Quilt To Last
The relationship between art and crafts is constantly debated and revised within the creative world. Leamington’s latest art exhibition at the Pump Rooms engages with this by presenting a great variety of quilts in terms of shape, size, subject matter, medium and stitching techniques in order to focus on the aesthetic, but also the political, nature of quilting and craftsmanship. This directs the viewer to approach the quilts as pieces of art, rather than functional items coming from an archaic crafting history. However, the craftsmanship and obvious crafting skill that goes into making one of these beautiful quilts is not ignored, as the exhibition includes a film on how quilts and patchwork pieces are made alongside displays of quilting fabric samples that visitors are encouraged to touch.
This exhibition, entitled Through Our Hands, includes work from ten top international quilt artists and teachers, which makes for a vibrant collection of techniques and modern subjects, and undermines traditional prejudices about quilting being a fussy, old fashioned, and predominantly functional craft. Though I feel they still play around with the ‘woman question’ attached to the creation and use of crafts – for a start, all the artists are female, and their work depicts mostly domestic or ‘familiar’ scenes. This however is not a criticism, because although the exhibition can be seen to (re)define quilting as a form of female expression, this focus on the domestic and the feminine ultimately serves to present everyday details as beautiful, something poets and artists alike have been doing for centuries. In addition, these familiar scenes are often pushed into an almost supernatural sphere, and ‘unpicked’ so as to focus on the potential of quilting for conveying, and experimenting with, shape, colour, form and feeling. Through Our Hands is definitely a successful stand for modernising quilting as an artistic form and process.

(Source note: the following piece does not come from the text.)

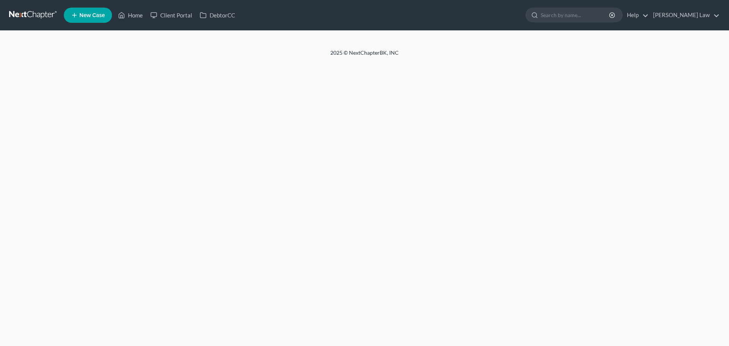 The width and height of the screenshot is (729, 346). Describe the element at coordinates (217, 15) in the screenshot. I see `a: DebtorCC` at that location.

You don’t have to be a quilting expert to be able to appreciate the variety of different practices this exhibition brings together. This is partly due to the way the exhibition has been curated and hung, as quilts made up of contrasting techniques are juxtaposed within the same hanging space. So an exciting mixture of hand painted quilting, hand appliqué, embellishment, embroidery, and machine or free motion continuous stitching is displayed, giving a great feast for the eyes and senses.
One piece by quilting artist Bethan Ash called I Want To Stitch, 144 x 80cm, is made up of appliqué and text, which I feel is reminiscent of Tracey Emin’s wall hangings – but is a lot neater. With the use of text, Ash’s quilt literally explores what quilting means in a colourful collection of enjambed lines, which state ideas about quilts being a “reflection of our past”, a source of warmth and comfort, defined by shape and colour, and able to impart political ideas and values. This implication of the fluidity of quilts in terms of their function, form and meaning is mirrored in the way each quilt is hung because due to the intense stitching on each piece, the work hangs away from the walls defying any fixed frame and instead suggesting movement and freedom within the stitching lines.
Text is also a feature in Eszter Bornemisza’s pieces that greet the visitor at the beginning of the exhibition. Her work experiments with ideas of evolution within cities and urban life, which she communicates through using rusty brown colours and found materials such as recycled paper and reprinted newspapers. Especially in the piece, City in the Aire’, 300 x 100cm, Bornemisza incorporates birds eye view maps, calligraphy and newspaper text to layer up different methods of communication constructive of city life.
Text is also a fundamental theme in Annabel Rainbow’s three quilts (each roughly 150 x 110cm), through which she explores what it means to be a modern woman pulled in different directions by pressures of motherhood, domesticity and academic success. Her triptych sequence is broken into three poignant but satiric titles, Be the Change You Want, Switching Off, and “Hello Dear. What Did You Do Today?”, which maps the roles available to the modern woman. The feelings that the artist believes these options evoke within a woman are then ‘blistered’ and ingrained onto the skin of the female figures central within each panel’s composition. This dramatic and thought provoking reaction to some of the pressures women face is heightened by the highly detailed domesticity depicted within each scene and the thick dark frames that simultaneously close off and link each section of the triptych together. Due to this, the feeling of claustrophobia and containment is lucidly conveyed beneath what initially appears to be a comfortable domestic interior.
After looking at Rainbow’s work, the quilt Traveller’s Blanket with Circles, 140 x 85cm, by Dijanne Cevaal, appears particularly uplifting. It is one of the most abstract quilts on display, and celebrates pattern and embroidery techniques through a collection of cheerful and vibrant ‘microorganisms’. This definitely captures the energy and movement of travel and memory from which it is inspired.
This exhibition is on until 13 January 2013, which hopefully means no one will miss out on seeing it. Although it is small, I am sure I will be going back several times to savour the diversity, skill and passion that this exhibition exudes. It is a completely refreshing take on quilting that provides a creative platform for exploring this art form and its relationship with craft and modern life.